I didn't actually know about that. In that case I understand. |
I think that allocators may be changed between calls, so long as you make sure the create, destroy and any related functions accept the same allocator. I'm not sure how well that is supported in drivers though. Regarding the instance, i thought about doing that also, but there are a number of things with that. For example, it would require you to store the instance/device twice if you're making two different wrappers like i did above, although i guess you could argue that the overhead is relatively small compared to all the function pointers in that struct anyway. Initially my opinion was that passing the handle with the pointers creates this weird asymmetry where if you use multiple wrappers where one has the device and the other not like how it works with ash, but i guess it would not be an issue if invalid function pointers are simply ignored. In that case it would be the programmer's discretion to not call invalid function pointers. In your example, i recommend setting the function pointer explicitly to undefined, so that you can catch invalid calls in debug mode: const name = @ptrCast([*:0]const u8, field.name ++ "\x00");
@field(self.dispatch, field.name) = @ptrCast(field.field_type, loader(handle, name) orelse undefined);
Note that Vulkan might return a success code AND a valid return value, so this is invalid. For example I was hoping ziglang/zig#498 would be accepted to allow a user to write |
I have added an additional
According to the vulkan spec calling |
It may be due to the way I'm gathering the functions but I get this error:
This is the diff of the
Note that I'm not actually using any win32 functions, just referencing |
Is that still from your own fork? If so, it's because it's trying to reference some functions for windows-extensions which normally don't work under another operating system. I think this could be resolved by doing something like const functions = instance_functions ++ (if (is_windows) windows_functions else ...); in the upstream version, but it's not quite related to any issue i had in mind with |
Hi. If I load a function pointer of a disabled extension, the segfault happens in NVIDIA auxiliary thread not the main thread. There will be no stack trace. You can only capture this if validation layer is enabled. Regardless of use
dhh@dhhpc ~> strings /usr/lib/libnvidia-glcore.so.545.29.02 | grep vkcf
[vkcf] Analysis
vkcfPass::TransferToSys
dhh@dhhpc ~> strings /usr/lib/libnvidia-glcore.so.545.29.02 | grep vkrt
[vkrt] Analysis
dhh@dhhpc ~> strings /usr/lib/libnvidia-glcore.so.545.29.02 | grep vkps
[vkps] Update
Separate dispatchs is a good approach. This is how rust ash crate does it. I think it might be a good idea to create a new enhancement issue for associating an extension with the functions it provides. |
Thats a good idea, something that I probably should have looked into a while ago... created #112 |
Some of the extensions I'm using are optional which means that sometimes the function pointers will not exist.
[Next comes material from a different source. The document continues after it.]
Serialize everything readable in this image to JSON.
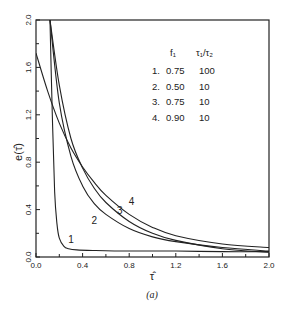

The problem with this is that the api fails when it hits a function pointer it can't find.
const cmd_ptr = loader(.null_handle, name) orelse return error.CommandLoadFailure;
Maybe it could return one after it has set all the pointers.
Also, why not just load all the function pointers you can instead of having to define them one-by-one? If the pointer doesn't exist just skip it. Less hassle.